The Hermetic tradition understood form itself as a divine gift — not a imprisonment of spirit but its first self-disclosure. When YHVH Elohim forms the human from the clay (Genesis 2:7) and then breathes the divine breath into the nostrils, the two-part act reveals this teaching: form first (the body's specific shape, mortal and bounded), then life (the divine breath, immortal and unbounded). The form does not cage the life — it gives the life its specific location in existence. The divine breath scattered across infinite space would be no breath at all. It requires the body's particular vessel to become a human life.

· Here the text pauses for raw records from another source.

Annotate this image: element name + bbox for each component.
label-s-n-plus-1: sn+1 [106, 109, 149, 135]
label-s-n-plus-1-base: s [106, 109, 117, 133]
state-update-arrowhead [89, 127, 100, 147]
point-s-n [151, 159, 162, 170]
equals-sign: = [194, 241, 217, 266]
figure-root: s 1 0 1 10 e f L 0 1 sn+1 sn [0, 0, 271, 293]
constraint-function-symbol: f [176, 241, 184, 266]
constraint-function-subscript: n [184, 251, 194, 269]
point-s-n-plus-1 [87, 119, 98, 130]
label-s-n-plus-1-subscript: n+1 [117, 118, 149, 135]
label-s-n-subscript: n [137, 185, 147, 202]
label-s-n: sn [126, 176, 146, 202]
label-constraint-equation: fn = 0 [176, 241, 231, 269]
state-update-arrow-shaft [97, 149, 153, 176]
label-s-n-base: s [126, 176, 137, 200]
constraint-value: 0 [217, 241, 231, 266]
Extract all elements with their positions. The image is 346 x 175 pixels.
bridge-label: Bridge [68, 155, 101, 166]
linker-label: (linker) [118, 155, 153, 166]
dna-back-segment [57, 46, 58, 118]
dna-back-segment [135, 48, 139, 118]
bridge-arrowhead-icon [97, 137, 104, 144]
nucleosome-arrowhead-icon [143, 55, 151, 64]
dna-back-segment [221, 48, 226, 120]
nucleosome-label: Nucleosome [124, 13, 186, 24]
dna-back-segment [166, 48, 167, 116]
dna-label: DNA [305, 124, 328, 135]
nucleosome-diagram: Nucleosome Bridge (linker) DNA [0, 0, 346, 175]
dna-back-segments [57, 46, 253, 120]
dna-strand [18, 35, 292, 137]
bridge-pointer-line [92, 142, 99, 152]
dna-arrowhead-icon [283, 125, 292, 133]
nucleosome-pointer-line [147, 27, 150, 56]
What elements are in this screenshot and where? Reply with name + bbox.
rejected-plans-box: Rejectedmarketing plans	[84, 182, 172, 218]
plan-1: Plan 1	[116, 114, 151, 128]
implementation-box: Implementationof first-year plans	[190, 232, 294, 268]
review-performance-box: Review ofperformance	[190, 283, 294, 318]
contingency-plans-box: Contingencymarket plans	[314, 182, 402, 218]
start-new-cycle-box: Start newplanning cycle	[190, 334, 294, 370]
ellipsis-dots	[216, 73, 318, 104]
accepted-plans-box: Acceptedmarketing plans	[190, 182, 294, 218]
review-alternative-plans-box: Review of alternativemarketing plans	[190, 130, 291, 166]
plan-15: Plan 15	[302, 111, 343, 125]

This is YHVH Elohim's deepest teaching for the practitioner: the spiritual path is not an escape from form but its consecration. Saturn's great gift — the gift of finitude — is the condition for all individual sacred work. The unlimited cannot act, learn, suffer, or love. Only the bounded can. YHVH Elohim blesses finitude not by dissolving it but by breathing divinity into it — by revealing that the form was always already the theophany.

Across Traditions

The divine principle that YHVH Elohim names — the personal Creator who gives form, who holds mercy and judgment undivided, who breathes life into bounded existence — appears across traditions in different registers.

Vedanta / Tantra
The concept of Ishvara — the personal Creator-God, the supreme divine in its personal and relational aspect — corresponds most closely to YHVH Elohim's operation. In Advaita Vedanta, Ishvara is Brahman-with-attributes: the same undifferentiated absolute viewed from the angle of creative power and personal presence. The Shaivite concept of Shiva-Shakti in their primordial union — before Shakti descends as the manifesting power — maps onto the YHVH-Elohim conjunction: the being-force and the creative-power as one act before they separate into their respective cosmic functions.
Hermeticism
The Demiurge of Plato's Timaeus — the divine craftsman who looks upon the eternal Forms and fashions the visible world in their image — performs precisely YHVH Elohim's function. The Demiurge does not create from nothing (that is Kether's function) but gives form to pre-existing matter by imposing the templates of the ideal world. In Hermetic philosophy, this is the operation of the cosmic Logos: the divine intelligence that thinks the world into form, whose thought is indistinguishable from the world's existence. The Hermetica describe this as "God the Mind" — the divine intellect whose thinking is simultaneously the world's being.
Egyptian
Ptah of Memphis — the divine craftsman-creator who creates through the spoken word, through the "heart and tongue" (thought and speech as one creative act) — corresponds to YHVH Elohim's synthesis of personal presence and creative power. In the Memphis theology, Ptah thinks the forms in his heart and speaks them into existence through his tongue: the divine creativity as a unified act of cognition and expression, not a mechanical process but a living intelligent creation. Ptah is often depicted as bound (like a mummy) — a theological image of Saturn's restriction as the condition for creative focus.
Christian
The Logos doctrine of the Gospel of John — "In the beginning was the Word, and the Word was with God, and the Word was God" — names the YHVH Elohim principle in its Christian register. The Logos is both the divine itself (YHVH) and the creative intelligence through which all things are made (Elohim's function). The Council of Nicaea's formulation of the Trinity articulates the same paradox as the compound name: the Son (Logos/form-giver) is "of one substance" with the Father (source of being) — YHVH and Elohim in Binah's undivided union, with the Holy Spirit as their creative generativity proceeding into manifestation.
Alchemy
The Coniunctio Oppositorum — the union of opposites — is the central alchemical mystery, and in its Supernal form it corresponds to YHVH Elohim's conjunction of mercy and judgment. The alchemical Red King (solar, sulphur, the masculine active principle) and White Queen (lunar, mercury, the feminine receptive principle) united in the hermaphroditic Rebis describe the same paradox: two principles that are apparently opposed held as one in the creative act. In Binah's level of the Great Work, this is the first true conjunction — not the experimental unions below the Abyss but the primordial creative union before the work has descended into matter.